Sunday evening's wood walk - no photos. Instead we came into a blue sky clearing and the red kite was circling just above the trees. The red and cream feathers caught the late September sun in one of the finest sightings we've ever watched. We stood for a minute or two gazing up, slowly turning and weaving to follow its flight, then walked on. A minute or two later the persistent tapping of a woodpecker, which we saw briefly, but only as a silhouette putting distance between us.
My point? A 40 minute walk in a wood and two encounters with the locals felt like gift moments that can't be organised or predicted. And if I'd had my camera I would have missed the pleasure of enjoying the sight for its own sake. There is an anxiety attached to 'getting the photo' that often gets in the way of attending to what is seen. I doubt I'll forget the grace of effortless movement and reflected glory in that performance of blue sky ballet.
That anxiety to possess, to make an experience permanent, to have something to show to others either to impress them or for the straightforward pleasure of giving vicarious pleasure to someone else - such motivations are commonplace. But they can also get in the way of simply being present to what presents itself to us.
Contemplative thought, unhurried reflection, allowing the heart as well as the mind to process experience, training ourselves in attention, but also in alertness of response to experiences that live with us, and go on reverberating inside - these are habits of heart and mind that don't easily accommodate to the immediacy of our digital and social media saturated culture.
Indeed it may be that prayer, contemplative and meditative, patient and sustained in quietness, offers a much richer alternative to nurture and nourish the inner life. Which is another way of saying that we can be so intent on capturing more experiences that we miss the significant experience of being present to who we are and who the other is. And so un knowingly we silence and bypass the wonder of life's unseen, because unlooked for, gifts.
As an example. A week ago we visited the Scottish Highland Wildlife Park. The wolves, the snow leopards and the Scottish wildcats were all I expected of spectacular beauty, constrained for their own good and for the preservation of their species. But it's hard not to feel the mixture of exhilaration in their wildness, and sadness that their existence is so limited and their created potential for life fenced in.
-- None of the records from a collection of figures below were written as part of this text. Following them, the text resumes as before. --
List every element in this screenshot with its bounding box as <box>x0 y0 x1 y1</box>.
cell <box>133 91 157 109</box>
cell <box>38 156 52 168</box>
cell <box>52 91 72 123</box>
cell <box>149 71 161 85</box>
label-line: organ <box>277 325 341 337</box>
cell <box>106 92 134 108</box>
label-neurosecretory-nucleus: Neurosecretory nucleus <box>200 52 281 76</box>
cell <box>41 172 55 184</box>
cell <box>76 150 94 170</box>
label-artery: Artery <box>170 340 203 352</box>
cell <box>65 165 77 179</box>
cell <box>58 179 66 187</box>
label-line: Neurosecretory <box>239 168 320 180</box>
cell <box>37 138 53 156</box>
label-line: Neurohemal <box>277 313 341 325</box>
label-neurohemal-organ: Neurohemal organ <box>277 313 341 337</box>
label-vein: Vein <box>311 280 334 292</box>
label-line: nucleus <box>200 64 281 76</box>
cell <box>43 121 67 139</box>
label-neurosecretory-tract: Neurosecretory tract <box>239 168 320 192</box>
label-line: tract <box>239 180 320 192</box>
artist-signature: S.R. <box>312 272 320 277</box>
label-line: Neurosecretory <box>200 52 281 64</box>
I have photos of these animals, but the one I choose to show is of something altogether more mundane, till you have a context. The robin is sitting on a pole within a yard or two of several wildcats. But it knows it's safe, because it is free and the cats are not. There's no need to expound any parable in this. It was a moment of insight, captured on camera, when the juxtaposition of bird and cat caught my imagination. What does it mean? I've no idea. It remains a moment of wonder. Though only after I looked at the photo did I see the cruciform shape of the fence.